ItemTemplate="{DynamicResource allCustomersDataTemplate}"
Style="{DynamicResource allCustomersListBox}">
</ListBox>
</DockPanel>
which gets a stackoverflow error caused by an endless loop in the IntializeComponent() in that view. So I'm thinking I'm going about this in the wrong way, there must be some easier paradigm to simply pass commands from one UserControl to another UserControl in WPF (and before someone says "use WPF commanding", I already am using commanding on my UserControl that allows the user to edit all customers, which works fine, but I have to handle it in my code behind of my view (instead of in my viewmodel) since I need the parent window context to be able to load another user control when its finished saving:
<Button Style="{StaticResource formButton}"
Content="Save"
Command="local:Commands.SaveCustomer"
CommandParameter="{Binding}"/>
private void OnSave(object sender, System.Windows.Input.ExecutedRoutedEventArgs e)
{
Customer customer = e.Parameter as Customer;
Customer.Save(customer);
MainWindow parentShell = Window.GetWindow(this) as MainWindow;
Button btnCustomers = parentShell.FindName("btnCustomers") as Button;
btnCustomers.RaiseEvent(new RoutedEventArgs(Button.ClickEvent));
}
So how in WPF can I simply have a UserControl loaded in a DockPanel, inside that UserControl a button with a command on it that loads another UserControl and sends that UserControl a specific object to which it can bind its controls?

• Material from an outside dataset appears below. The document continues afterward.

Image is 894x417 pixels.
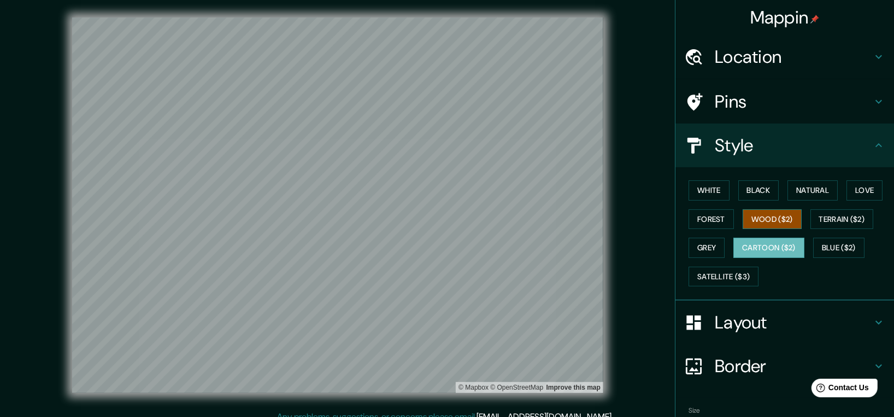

I can imagine I just do not know enough about WPF commands at this point, if anyone can point me in the right direction from here, that would be great, or if you think this "loading UserControls in a DockPanel pattern is foreign to WPF and should be avoided and replaced with another way to structure applications", that would be helpful news as well. You can download the current state of my application here to get an idea of how it is structured. Thanks.
I've just finished a LOB application using WPF where this sort of problem/pattern appeared constantly, so here's how I would have solved your problem:
1) In the DataTemplate where you create each item in the ListBox, along with it's edit button, bind the Button's tag property to the Customer object underlying that list box item.
2) Create a Click event handler for the button, and set the Button's Click event to fire the handler.
3) In the event handler, set the Content property of the UserControl.
4) Set up a DataTemplate in scope of the User Control (perhaps in the resources of it's immediate container) which describes an editor for that single customer.
Another approach that will work is to declare a Customer dependency property on your EditCustomer class, then set that property (perhaps through a XAML Trigger) when the button is clicked.
I hope this isn't too vague. If nothing else, know that the problem you're facing is very solvable in WPF.
This is where you use the Mediator pattern. There's several blog posts on this topic (for instance), and there's implementations of the pattern in some WPF frameworks (such as EventAggregator in Prism).
I don't have the time to really dig into this (it's an interesting question and I hope you get a good answer-- I can see myself running into a similar situation in the future).
Have you considered getting a little less WPF-y and falling back to firing an event on your source UserControl with an EventArgs that contains the customer, then in the event handler, firing the appropriate command on the target control?